I can finally comment about the ending. I actually mostly disagree, and I thought the ending was pretty meh. Spoilers just in case:
! I actually don't think Velvet is anywhere beyond redemption… the game never truly made her a villain. They tried to make her seem all cold and selfish, and to an extent she was, but they really were careful to never actually make her a bad person. All the people she "used" for her own gains she ended up treating well, or even helped/rescued because "oh they just happen to have something I need; I'm just doing this for leverage guys I swear!" The people she killed were either evil or left her no choice (the bit with Oscar and Teresa was so badly written... I think it was the weakest story point). It would have been different if her quest for revenge was unjustified, but the Abbey was clearly incredibly twisted and far more screwed up in terms of what they were doing, both to specific people and to humanity as a whole. The ONLY thing that poses even a small moral dilemma is the matter of removing Therions and causing populations to become demons. But it's not like there was a better solution, given the alternative, and technically it's not even Velvet's fault. Plus they weren't her decisions alone... the entire party was there with her, they are just as responsible. Oh and in the end Phi turned all the demons back anyway lol.
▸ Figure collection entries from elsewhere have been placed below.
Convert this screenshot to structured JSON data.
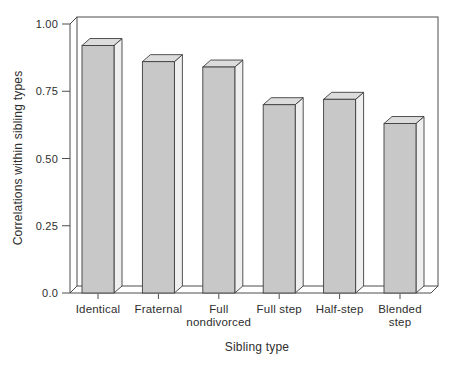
{
  "figure": {
    "background": "#ffffff"
  },
  "chart_data": {
    "type": "bar",
    "style": "3d-block-bars",
    "title": "",
    "xlabel": "Sibling type",
    "ylabel": "Correlations within sibling types",
    "categories": [
      "Identical",
      "Fraternal",
      "Full nondivorced",
      "Full step",
      "Half-step",
      "Blended step"
    ],
    "category_label_lines": [
      [
        "Identical"
      ],
      [
        "Fraternal"
      ],
      [
        "Full",
        "nondivorced"
      ],
      [
        "Full step"
      ],
      [
        "Half-step"
      ],
      [
        "Blended",
        "step"
      ]
    ],
    "values": [
      0.92,
      0.86,
      0.84,
      0.7,
      0.72,
      0.63
    ],
    "ylim": [
      0,
      1.0
    ],
    "yticks": [
      0,
      0.25,
      0.5,
      0.75,
      1.0
    ],
    "ytick_labels": [
      "0.0",
      "0.25",
      "0.50",
      "0.75",
      "1.00"
    ],
    "grid": false,
    "legend": null,
    "colors": {
      "bar_front": "#c8c8c8",
      "bar_top": "#dcdcdc",
      "bar_side": "#efefef",
      "outline": "#3f3f3f",
      "axis": "#4d4d4d",
      "text": "#2e2e2e"
    }
  }
}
! So no, I don't think she was beyond redemption in any way. And the way she turned so sweet and cheery in the Aball illusion is complete proof that she is still human, still capable of happiness and love. Not that it's not sad. It's still a tragic story overall, but I still thought the ending was very very silly. I could not take it seriously with Phi turning into an uber-dragon and Velvet and Laphi locked in an eternal cycle of feeding. I honestly think it's pretty dumb. But whatever!